Batswana have much bigger and more important things to chew than getting to reconcile two grown up men fighting over a secret deal gone bad that is only known to themselves.
Too many Batswana have to wade off multi frontal attacks on their livelihoods.
Too many of them have had their lifelong savings literally eroded by current crisis stemming from a pandemic.
Too many of them find themselves facing off against a buyer’s remorse when it comes to trusting the leadership they only voted into office a few months back.
There is a crisis of faith. It stems from the way the ruling party is approaching Ian Khama.
Their shiftless strategy is fundamentally flawed.
The ruling Botswana Democratic Party has to change its overall calculus on its former leader.
They must accept that Khama has become a strategic rival.
He seeks to remove the BDP from power and replace it with an outfit of his choice.
It is a mammoth task which he nonetheless relishes. And seems all too happy to take on.
He has the stamina and the where-with-all to do it.
He has cobbled together a ragtag of political activists that frankly are proving more resourceful, more imaginative and crucially – much more selfless than a band of BDP foot soldiers that are to this day still fighting over the election victory spoils.
Botswana Patriotic Front has been showing its fighting potential.
Khama is too eager to right the BPF the stigma that it is a tribal outfit.
Khama has since the elections gone all the way to prove his revulsion for the BDP.
Before elections, popular thinking was that Khama’s contempt was limited to President Mokgweetsi Masisi, the person. We now know it goes beyond just the individual.
Where in the beginning he gave an impression of fighting a personal betrayal by a former protйgй, that has markedly changed over time.
He has draped his crusade against the BDP with trappings of a cause.
More and more people are listening to him because he says he’s fighting BDP lethargy, ineptitude and general incompetence.
That resonates with many people, including inside the BDP.
Clearly for him there is no going back to the BDP.
And he is in this fight for a long hall.
When Botswana Congress Party was started, its founders said they turned their back on the Botswana National Front because Kenneth Koma was a dictator.

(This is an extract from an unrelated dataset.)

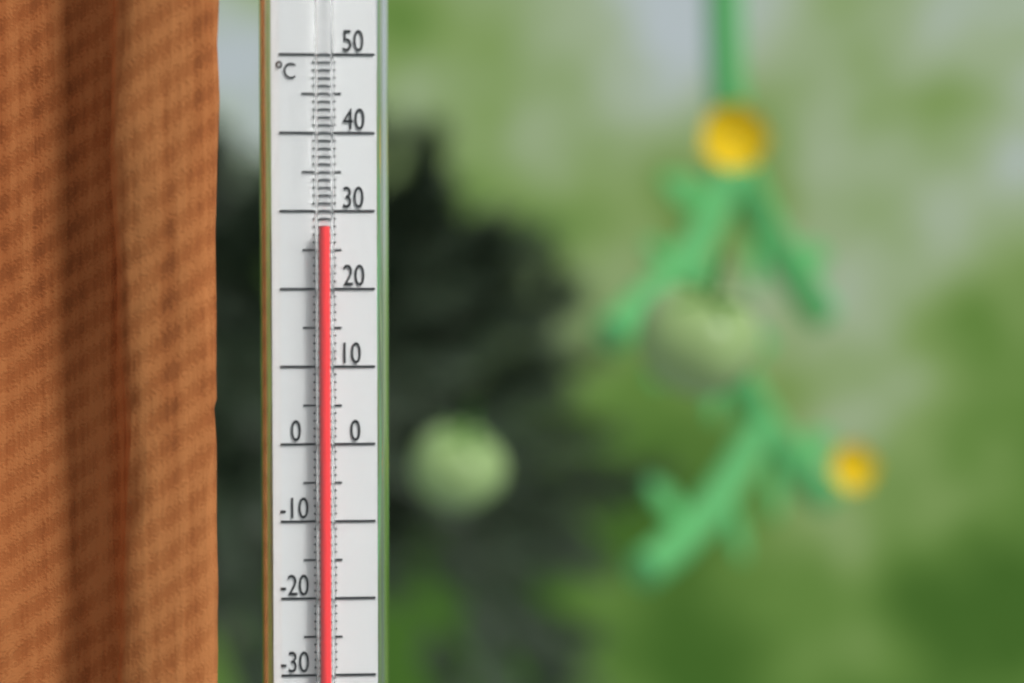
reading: 28 °C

Dr Koma was their bogeyman.
Over time they shifted away from the founding reason for their formation.
We are seeing Ian Khama playing a similar card at BPF.

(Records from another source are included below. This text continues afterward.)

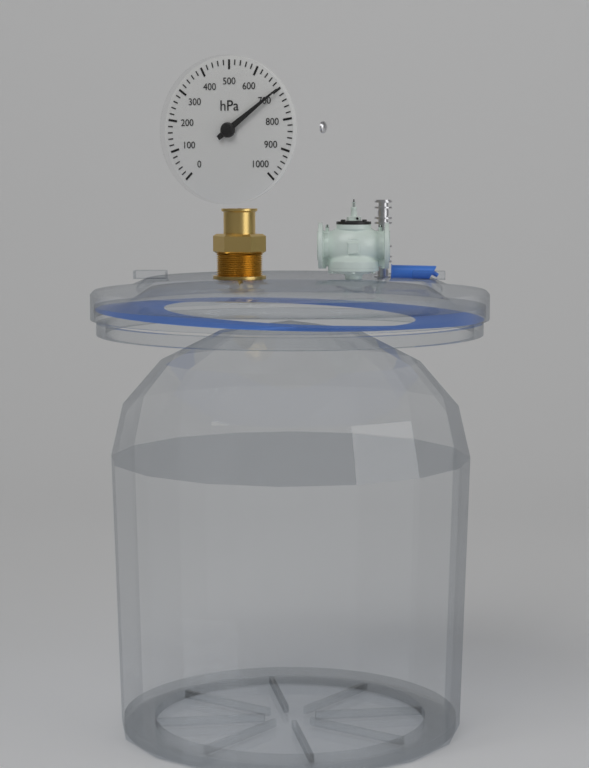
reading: 700 hPa
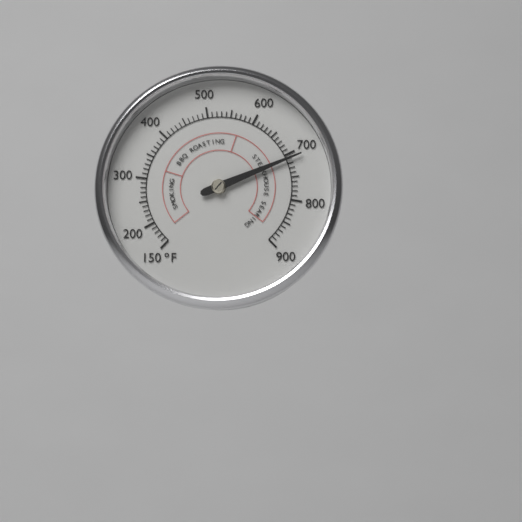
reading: 710 °F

He portends a real danger for the BDP going into the future.
Up to now there is no evidence to suggest that Masisi has made any progress in uniting behind himself the disparate interests inside the BDP.

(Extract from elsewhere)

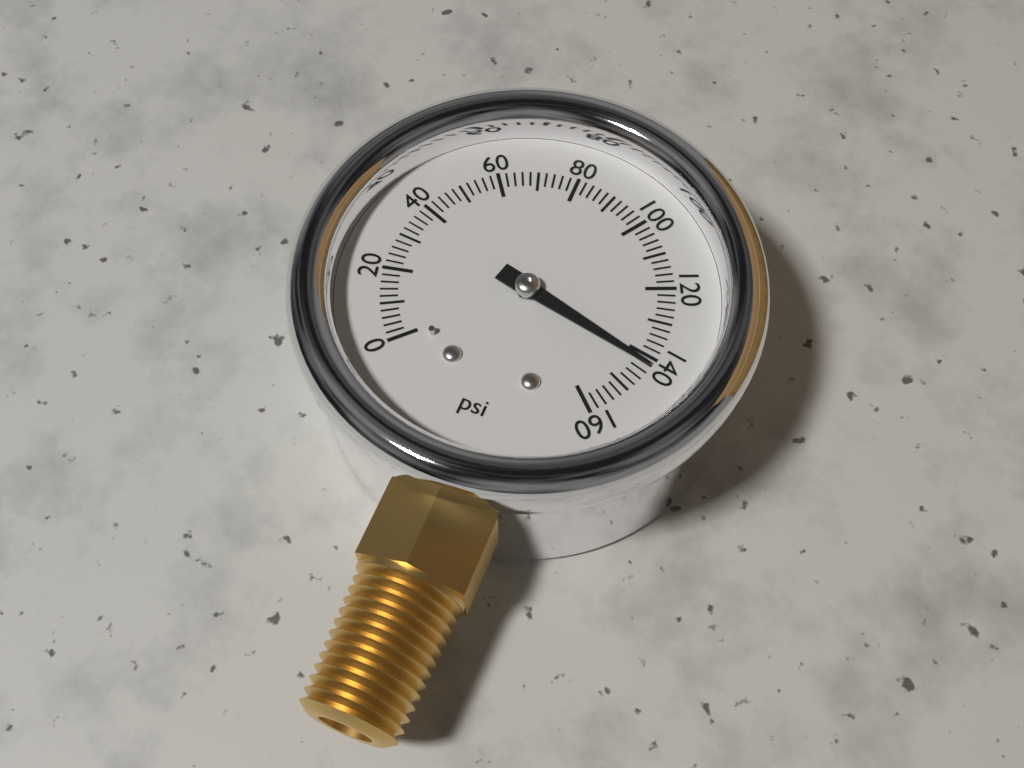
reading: 142 psi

We know that some remain inside the BDP while their loyalty resides with Khama.
Of course this provides a challenge to the political temperament of the president.
Many of these people cannot be suspended as has happened with some Members of Parliament.
The BDP finds itself with significantly reduced influence-buying.
Incumbency used to provide the party with a wide armour of patronage and largesse that enhanced unity. Now incumbency has become like a poisoned chalice.
What little remains of those spoils of incumbency now spread disunity and personal rivalry within the ruling party, as accusations of favoritism fly loosely about, spread by those who feel overlooked.
In a way this BDP has mismanaged the tools of incumbency.
It made too many promises to too many people and in the end delivered too little to too few people.
Now it has to face up to charges of reneging on its promises, as the river starts to burst at the seams with too many disgruntled activists w3hose high hopes have been shattered.
It was Alfred Tennyson, a British poet who wrote that authority tends to forget a dying king.
Ian Khama is defying that key political fundamental.
Out of office, the king has retained relevance including and chiefly by taking on his successors
First, he started by ensuring that his presidency was never to be submerged by an often-mandatory lame duck period.
He retained relevance until his last day in office.
Now out of officed he has staged a second coming. No wonder some of his admirers compare privately compare his popularity to that of the Son of God.
Khama is fighting against the forces of nature.
And thus far he is not doing badly, mainly because of governing party’s growing list of democratic failings.
A BDP activist recently wrote some of the outstanding things that are working for Khama because the BDP is not fulfilling them even as they were the most prominent electoral pledges.
According to this activist these outstanding undertakings are Constitutional Review, Jobs Summit, Citizen Economic Empowerment, Declaration of Assets, Repeal of Media Practitioners Act.
This reads like a litany of unkept promises. Covid-19 has been blamed on why some of them have not happened. In a big way Covid-19 has provided a portent excuse even for things that were never going to happen, nonetheless.
We are getting into a phase where Covid-19 will cease to be a plausible cover for lack of delivery.
With time the whole lack of delivery will become a charade. And the people will see through it.
There is a feeling even inside the BDP that the party and government policies are determined by naturalized citizen financiers the bulk of who are Indians.
These people have particularly increased their grip on BDP leaders since after the elections.
They have become more brazen, more assertive and even shameless in the use of their new found power which substantially increased when Khama left.
This has no doubt bred resentment inside the BDP.
It is just one of the many things that Khama is now skillfully capitalizing on to chip out and ultimately break the BDP.